Amazon to receive first public dollars from Arlington for HQ2
Arlington County will pay Amazon more than $81,000 this month, officials said, giving the company its first cut of taxpayer subsidies for the headquarters that the tech giant is building in the Northern Virginia suburb.
The deal to bring the HQ2 project to Arlington, announced in 2018 following a kind of beauty pageant for cities across North America, promised an economic transformation that would recast a largely underutilized area near the Pentagon and across the river from downtown D.C.
In exchange for hundreds of millions of dollars in taxpayer subsidies, the company promised to gradually add 25,000 high-paying tech jobs at its new offices by the end of the decade. (Amazon founder Jeff Bezos owns The Washington Post.)
Seven years later, the company has filled less than a third of those positions. Two soaring office towers have been erected in the Crystal City neighborhood, but the company does not appear to have broken ground on the largest phase of development across the street.
Arlington’s incentives for Amazon were set up with the expectation that its massive new offices would drive more people to stay within the county on business trips and boost tax revenue from hotel stays or short-term rentals such as Airbnb. Local officials promised to give the company 15 percent of any increase in that stream of funding.
That figure did not surpass a pre-pandemic baseline - just under $25 million - until the most recent fiscal year, when Arlington collected about $25.5 million in hotel tax revenue, county officials said. The county’s check to the company later this month will total $81,745, government officials said.
An Arlington spokesperson said in a statement that the county “is committed to our collaborative relationship with Amazon, and we look forward to continued innovation and growth within our community because of the company’s presence.”
Economic development experts have said that the delayed start of the incentive payments points to a more nuanced reality: Arlington’s deal with the company was well designed, they said, to ensure the company would only receive public dollars once the county started seeing benefits to the company’s presence.
That it took nearly seven years to get to that point shows that the transformation once hailed by company executives and county leaders alike is not what it was made out to be in 2018, they said.
Arlington predicted making about $14 million in additional hotel tax revenue and giving the company about $2.5 million in annual revenue five years into the deal, according to a 2019 county presentation.
The much larger subsidies promised to the company from Virginia - a figure that could total as much as $750 million - have also been delayed along with overall plans for the HQ2 site.
The company requested $153 million from the commonwealth in 2023, just a few weeks after abruptly hitting pause on its plans to break ground on the largest part of the new headquarters. County officials earlier this year gave the tech giant a three-year extension to begin development.
After declining to request funds in 2024, Amazon asked for another $6.5 million this year - though it said that its confidence it would meet the 25,000 jobs target had dropped to a “moderate” level. (Every previous report detailing job growth at HQ2 noted a “high” level of confidence in that goal.)
The state will not pay its first check until 2026 to ensure that the company maintains the jobs it had created, under the terms of Virginia’s deal with Amazon.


■ GOAL OF THE EXERCISE
Every line below should be given again without alteration.

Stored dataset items
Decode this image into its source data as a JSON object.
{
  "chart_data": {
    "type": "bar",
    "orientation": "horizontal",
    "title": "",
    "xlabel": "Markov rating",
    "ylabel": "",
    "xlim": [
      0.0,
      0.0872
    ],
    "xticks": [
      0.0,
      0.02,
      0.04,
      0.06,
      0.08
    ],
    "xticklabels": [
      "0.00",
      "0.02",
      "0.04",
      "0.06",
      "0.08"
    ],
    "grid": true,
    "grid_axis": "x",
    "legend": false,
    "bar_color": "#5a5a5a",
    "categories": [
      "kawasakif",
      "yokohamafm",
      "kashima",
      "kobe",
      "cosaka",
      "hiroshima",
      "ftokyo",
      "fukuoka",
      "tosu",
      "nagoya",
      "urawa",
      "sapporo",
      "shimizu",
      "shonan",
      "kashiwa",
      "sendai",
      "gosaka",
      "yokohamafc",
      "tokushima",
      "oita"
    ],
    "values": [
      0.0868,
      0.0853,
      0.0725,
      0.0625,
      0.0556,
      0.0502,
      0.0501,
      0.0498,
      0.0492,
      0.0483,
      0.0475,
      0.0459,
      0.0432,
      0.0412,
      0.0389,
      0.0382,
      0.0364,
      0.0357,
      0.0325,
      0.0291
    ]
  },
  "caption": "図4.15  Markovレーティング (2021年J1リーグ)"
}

■ WRITTEN SOLUTION
Decode this image into its source data as a JSON object.
{
  "chart_data": {
    "type": "bar",
    "orientation": "horizontal",
    "title": "",
    "xlabel": "Markov rating",
    "ylabel": "",
    "xlim": [
      0.0,
      0.0872
    ],
    "xticks": [
      0.0,
      0.02,
      0.04,
      0.06,
      0.08
    ],
    "xticklabels": [
      "0.00",
      "0.02",
      "0.04",
      "0.06",
      "0.08"
    ],
    "grid": true,
    "grid_axis": "x",
    "legend": false,
    "bar_color": "#5a5a5a",
    "categories": [
      "kawasakif",
      "yokohamafm",
      "kashima",
      "kobe",
      "cosaka",
      "hiroshima",
      "ftokyo",
      "fukuoka",
      "tosu",
      "nagoya",
      "urawa",
      "sapporo",
      "shimizu",
      "shonan",
      "kashiwa",
      "sendai",
      "gosaka",
      "yokohamafc",
      "tokushima",
      "oita"
    ],
    "values": [
      0.0868,
      0.0853,
      0.0725,
      0.0625,
      0.0556,
      0.0502,
      0.0501,
      0.0498,
      0.0492,
      0.0483,
      0.0475,
      0.0459,
      0.0432,
      0.0412,
      0.0389,
      0.0382,
      0.0364,
      0.0357,
      0.0325,
      0.0291
    ]
  },
  "caption": "図4.15  Markovレーティング (2021年J1リーグ)"
}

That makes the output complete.